Would Violet have resented their pub- lication in this more tolerant age? I fancy not, for she always craved attention. Memories of her distinguished parents, Colonel and Mrs George Keppel, haunted me while I perused the hectic pages: how horrified they would have been!
A pretty, precocious child, cosseted by her glamorous mother, Violet's adolesc- ence was indefinitely prolonged. A girlish 'crush' developed into a lifelong passion. The personality of her beloved was pre- dominantly masculine and remained so even after her marriage to Harold Nicol- son. Wedlock was regarded as the social obligation of every girl of her class but in Violet's case this proved indeed a padlock. Vita's marriage to Harold Nicolson turned out well in spite of divagations, but Violet came to detest the gallant Denys Trefusis. Both ladies suffered from overbearing mothers whom they glorified.
Eventually, like her parents, Violet set- tled in Florence, where I often met her. In a spacious villa on the hill of Bellosguardo she bombinated in her aura of luxurious fantasy. Considering her constant animad- version on the city this seems perverse. To her confidant Pat Dansey she wrote from Florence in 1921:
This is a pestilential place, smug little hills dotted over with villas, and museums and churches that have been so much photo- graphed and written about that one is fed up to the eyes with them long before one sets foot inside. It amuses me that I have been brought here to be 'reformed'. The Italian Society here is the most corrupt I have ever run across, except perhaps Rome. They are mercenary, vicious, lewd, stupid. If one lived here long enough, I tremble to think what one would become. So much for the Italian set. The foreign set — Russian, Greek, French, American, English — is worse.
Yet after her mother's death she gravitated towards Florence till her melancholy de- mise in 1972.

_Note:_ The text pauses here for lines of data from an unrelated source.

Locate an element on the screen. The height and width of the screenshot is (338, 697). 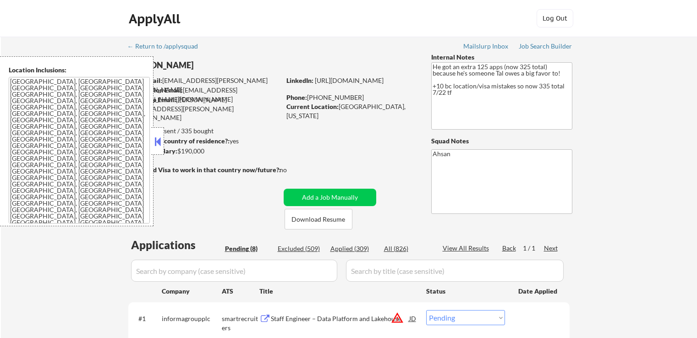
div: Location Inclusions: is located at coordinates (79, 70).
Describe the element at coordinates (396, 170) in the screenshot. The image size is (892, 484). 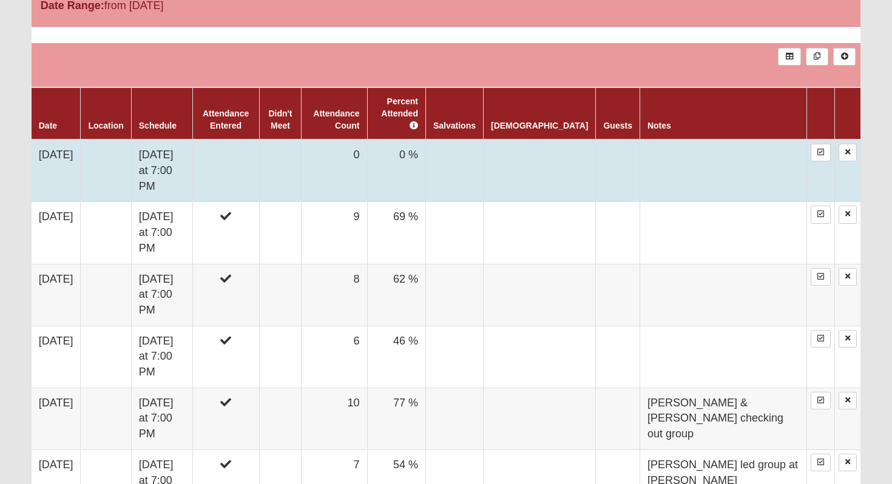
I see `td: 0 %` at that location.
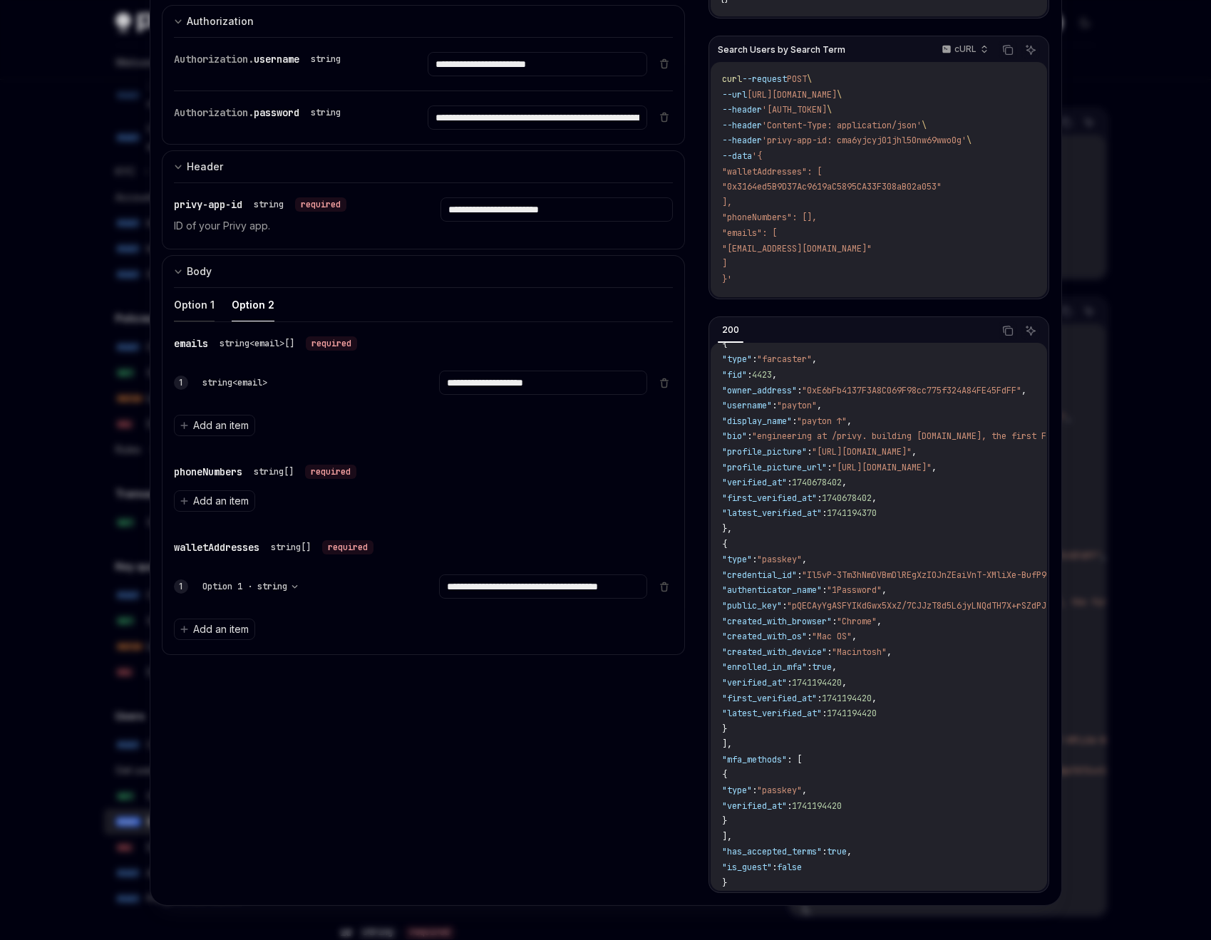 The height and width of the screenshot is (940, 1211). What do you see at coordinates (331, 343) in the screenshot?
I see `div: required` at bounding box center [331, 343].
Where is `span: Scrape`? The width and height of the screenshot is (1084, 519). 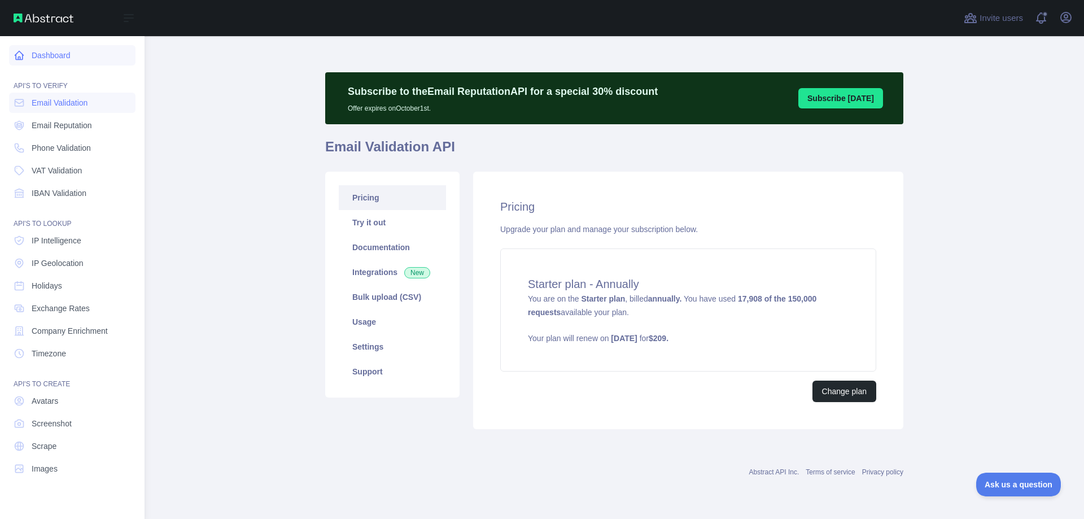
span: Scrape is located at coordinates (44, 446).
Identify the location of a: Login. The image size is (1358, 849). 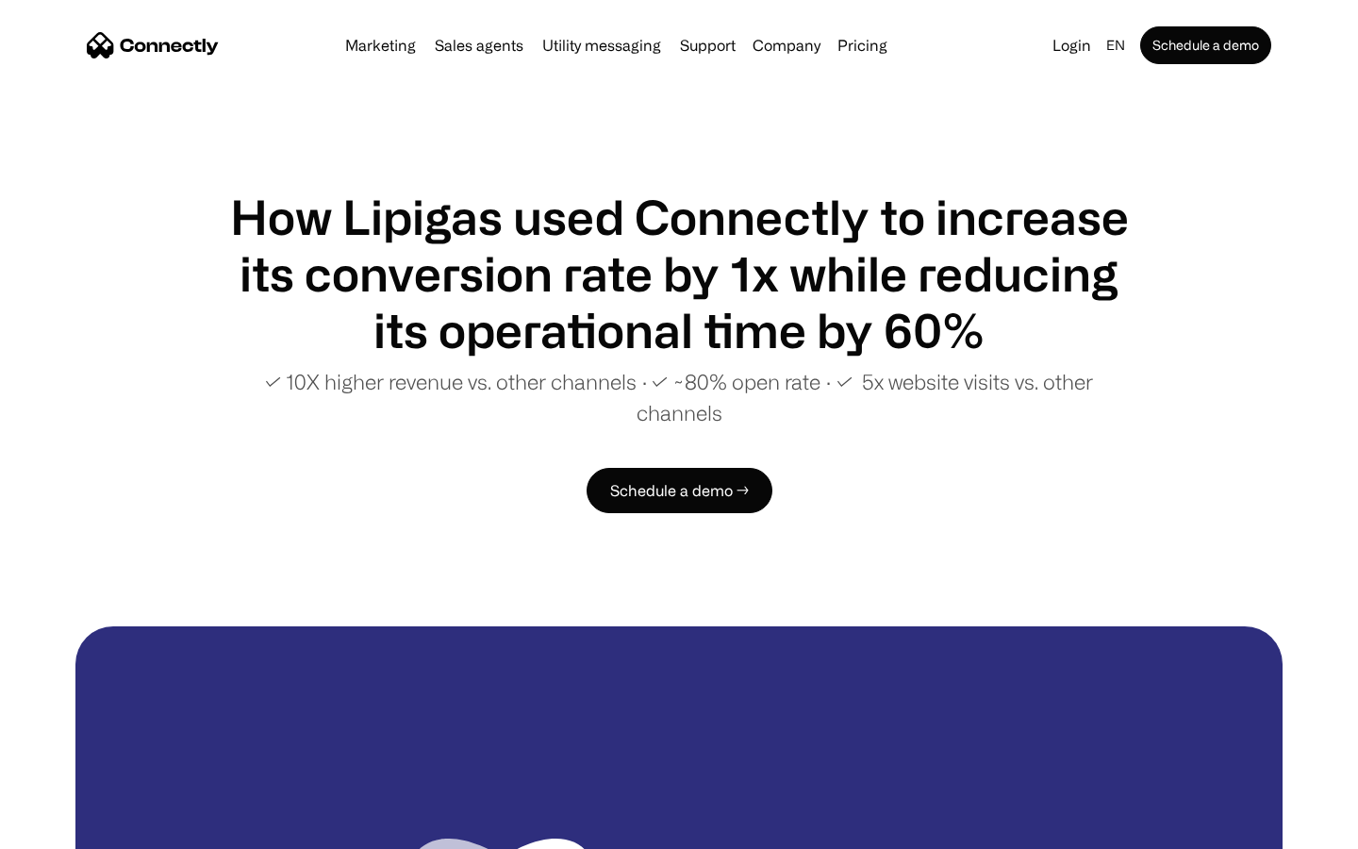
(1071, 45).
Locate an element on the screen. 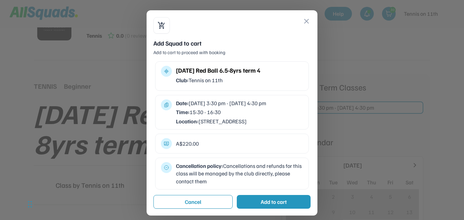  div: Add to cart to proceed with booking is located at coordinates (232, 52).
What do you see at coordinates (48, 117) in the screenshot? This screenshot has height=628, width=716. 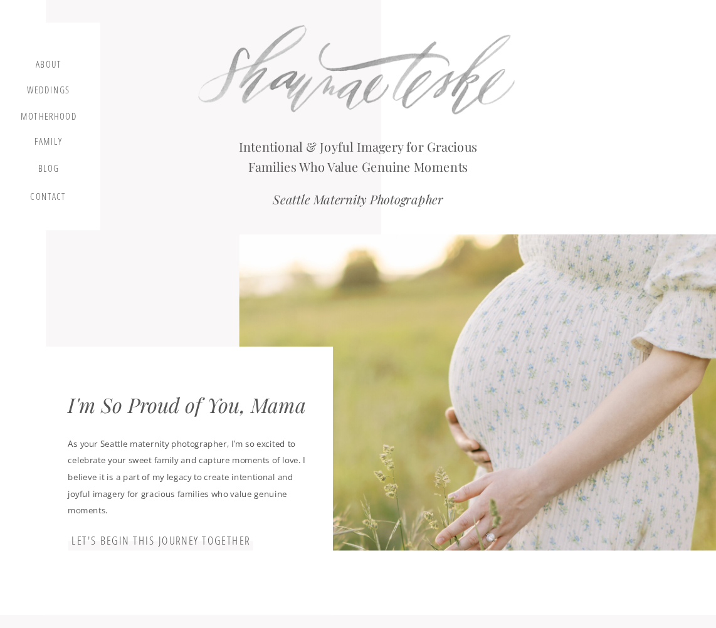 I see `div: motherhood` at bounding box center [48, 117].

According to the prevalent doggerel, 'Violet Trefusis/ Never refuses/ But often confuses.' As Professor Leaska puts it, she lived 'increasingly in an imaginary world of her own making.' For me that was her principal charm. She was a Ronald Firbank character, not to be taken too seriously. 'The frothy world of make-believe' can be very entertaining in spite of the heartache that oozes from these unburnt letters.